IAEA says Iran accelerated U-enrichment IAEA says Iran accelerated U-enrichment
Friday, June 09, 2006
LONDON, June 9 - Iran accelerated uranium enrichment on the same day this week that world powers asked it to halt the work and open talks to guarantee it will not make nuclear weapons, the UN atomic agency said in a report obtained by AFP.
Iran stepped up enrichment on June 6, the same day European Union foreign policy chief Javier Solana visited Tehran to present a package of benefits to be discussed if Iran would suspend uranium enrichment, which makes nuclear reactor fuel or in highly refined form atom bomb material, the report said.
On that Tuesday, it said, Iran started feeding the raw material of uranium hexafluoride gas, or UF6, into a connected series of 164 centrifuges, known as a cascade, to produce enriched uranium, AFP added.
The report appears to dash hopes Iran is preparing an immediate pause in its nuclear fuel activities in order to start talks with six major powers on guaranteeing its program is peaceful.
But Solana said in Paris Thursday that he was "more optimistic than pessimistic" about the deadlock with Iran.
Iran said Thursday it is open to nuclear talks with the West but that technology was not up for discussion.
"We will negotiate about common concerns and for clearing up misunderstandings in the international atmosphere," said hardline President Mahmoud Ahmadinejad.
Iran is building new production lines of the centrifuges that carry out enrichment, the International Atomic Energy Agency said in the confidential
report to be discussed by the IAEA's 35-nation board of governors next week in Vienna.
"This just shows that there's a long way to go before there's a deal," nuclear analyst David Albright told AFP from his ISIS think tank in Washington.
The report also said IAEA inspectors had found new traces of highly enriched uranium on equipment on Iran.
But it was unclear whether the enriched uranium traces were contaminants from equipment Tehran had purchased abroad or from enrichment that had been carried out by Iran.
A European diplomat in Vienna described the report as negative on all counts for Iran.
But the diplomat said this was not "crucial" since what mattered was getting Iran and the US-led "Iran six" of world powers to find a way of getting down to talks.
Tehran says it is seeking solely to use nuclear power to generate electricity but Washington and the European Union fear this is a cover for developing nuclear weapons.
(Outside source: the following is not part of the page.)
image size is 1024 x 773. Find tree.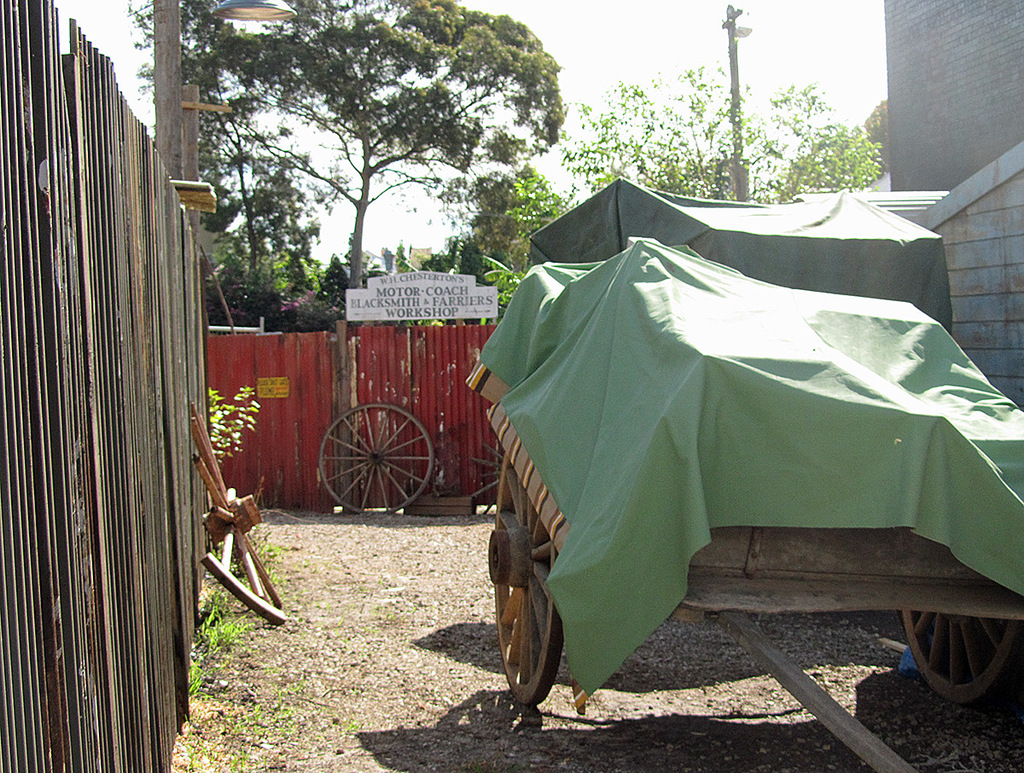
(861,98,901,192).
They are threatening UN sanctions if Iran does not take the benefits offer.
"Iran is continuing its installation work on other 164-machine cascades," said the report from the IAEA chief, Mohamed ElBaradei.
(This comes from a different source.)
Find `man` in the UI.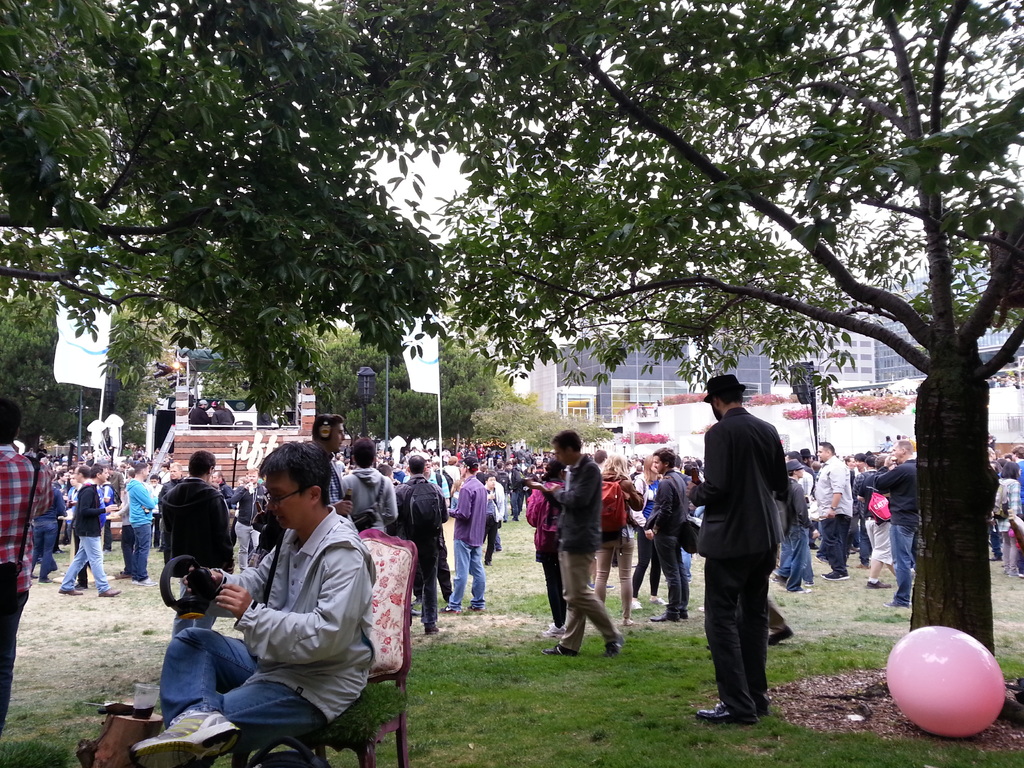
UI element at (left=852, top=447, right=861, bottom=549).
Iran built the cascade as a pilot plant for what it hopes will eventually be an industrial plant of more than 50,000 centrifuges, used to refine out the uranium 235 isotope.
At no time had Iran actually halted feeding uranium gas into centrifuges since making a first batch on April 11, a UN official said.
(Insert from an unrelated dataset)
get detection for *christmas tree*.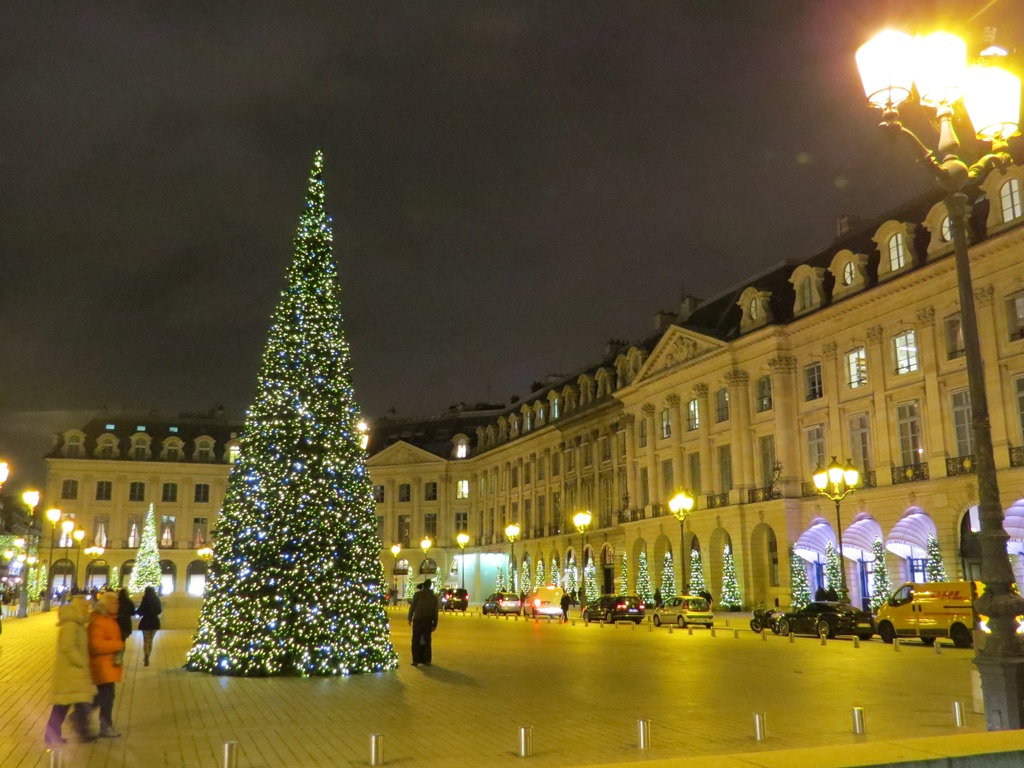
Detection: box(521, 561, 535, 596).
During a pause in feeding the 164-centrifuge cascade, but leaving it running empty for technical reasons, it had fed the gas into two single centrifuge machines.
London-based analyst Mark Fitzpatrick said: "This will strengthen Washington's resolve that full and complete suspension of Iran's nuclear fuel program has to be a condition for negotiations to begin, including no centrifuges spinning at all."
A UN official said the Iranians had fed "10s of kilos (pounds) into the system so far" and have produced only small amounts, "grams and hundreds of grams," of enriched uranium.
Iran also has produced 118 tonnes of uranium hexafluoride gas at its Isfahan plant since August. The "new conversion campaign" that began June 6 involved more than 30 tonnes of uranium ore to be converted into uranium gas, a senior UN official said.
These quantities would yield enough material for over 20 nuclear bombs, experts say.
According to the report Iran had also:
-- Failed to clear up IAEA questions over high-tech centrifuges it may have acquired.
-- Left unanswered questions over secret military projects that could be related to making nuclear weapons.
-- Failed to comply with a request to halt work on a heavy-water reactor that would make plutonium, another potential atomic weapons material.
Iran started last August to make feedstock uranium hexafluoride gas, which it then fed into centrifuges in February this year, producing enriched uranium from April.
The quality of enriched uranium being produced in April was appropriate for nuclear reactor fuel and was not the highly-enriched variety needed to make weapons.